Responding to the widening gap between Indigenous horror and academic responses to it, editors Naomi Simone Borwein and Krista Collier-Jarvis solicit contributions for Contemporary Indigenous Horror. Shane Hawk broadly defines horror as that which “prioritizes the fear factor, often using graphic depictions of violence, monstrous beings, or otherworldly threats to achieve its effect. The ultimate purpose of horror is to confront the reader with their deepest fears, creating an experience that is visceral and unsettling.” When taken up by Indigenous storytellers, horror often engages with a colonial past that has never really passed, and as such, it haunts contemporary Indigenous peoples and communities. Indigenous horror thus often blends traditional stories as well as Indigenous ways of knowing and being with contemporary issues. In many cases, Indigenous horror is about our lived experiences, not as the victim of ongoing coloniality, but as resistance. According to Elizabeth Edwards and Brenna Duperron, “Indigeneity is a resistance — in the usual sense of opposition, repudiation, and refusal to comply […but also] resistant to assimilation. Indigeneity is the lived and embodied experience of peoples who have participated in that resistance” (94). In many other cases, Indigenous horror is about what Scott Gordon calls “colonial whiplash,” where “white people who haven’t turned into zombies [or other monsters] are at the mercy of the oppressed”—their Indigenous saviours. And in other cases, what Indigenous horror is has yet to be revealed.

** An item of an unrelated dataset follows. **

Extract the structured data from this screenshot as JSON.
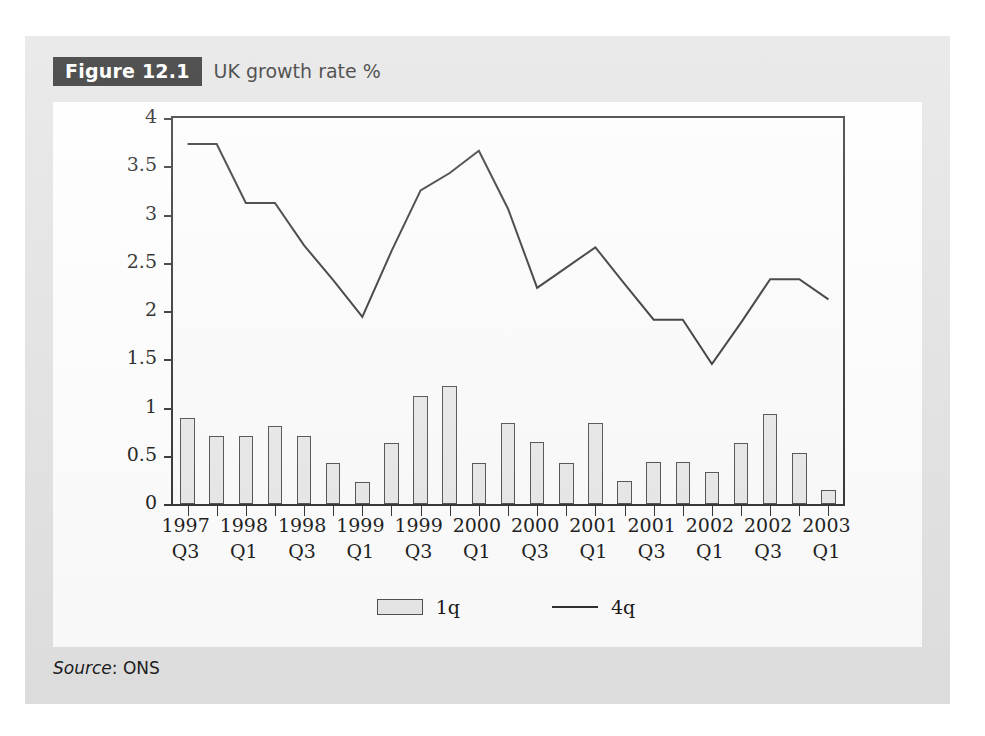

Chapters (6,000-8,000 words including bibliography) may examine modern, contemporary representations of Indigenous Horror from a variety of perspectives. With a focus on analysis of current horror (narrative) production by self-identifying artists, writers, and other creators, some areas of consideration include, but are not limited to:

  • the future of Indigenous Horror;
  • Indigenous futurisms;
  • Indigenous futurism in relation to Afrofuturism;
  • the post-apocalyptic;
  • after the Anthropocene (or other labels);
    pre-contact/post-contact;
  • Indigenous “monsters”;
  • Indigenous identity/identities;
  • unsettling, activism;
  • love, reciprocity, and horror;
  • Indigenous horror and visual, digital, or textual sovereignty;
  • mixed media, experimental media;
  • virtual, embodied, extended, or augmented reality;
  • multisensory installation and the horror experience;
  • ecological discourses and horror manifestations in relation to speculative narratives;
  • interrogation of “rewilding” and alternatives;
  • decolonization of Indigenous stereotypes in mainstream Horror and their counterparts in
    Indigenous narratives;
  • authentic Indigenous horror images, visions, “metaphors” or “motifs”;
  • social media and h/Horror in relation to fiction marketization;
  • sonic landscapes of horror;
  • systems of Indigenous horror that move between fiction, film, music, and other media;
  • NDN and Horror media;
  • inter-tribal horror/Horror and trans-Indigeneity or pan-Indigeneity;
  • exploration of various land-based, place-based, sky-based, star-based, or water-based
    horrors in narratives by Indigenous creators;
  • blood, heredity, categorization, and holocaust/genocide narratives;
  • reconciliation;
  • virtue signalling, horror, media cultures and spaces;
  • metacommentary;
  • analysis of Indigenous Gothic and Horror;
  • Indigenous Horror fiction and ways of knowing;
  • reading (and teaching) Indigenous horror fiction;
  • horror systems as epistemologies;
  • Indigenous Horror fiction and scholarship;
    and more.


This follow-up collection seeks contributions from self-identified Indigenous scholars in any stage of their academic journey. We also encourage submissions from allies to the community. To acknowledge the various ways in which Indigenous scholarship may emerge, we welcome both traditional as well as more exploratory approaches, including submissions of proposals for non-fiction works by self-identified Indigenous storytellers reflecting on the process of writing, or otherwise producing, horror.

Please send a 250-word abstract and a 100-word bio to editors Naomi Simone Borwein (nborwein@uwo.ca) and Krista Collier-Jarvis (Krista.Collier-Jarvis@msvu.ca) by June 30, 2025.

Accepted chapters will be due June 30, 2026.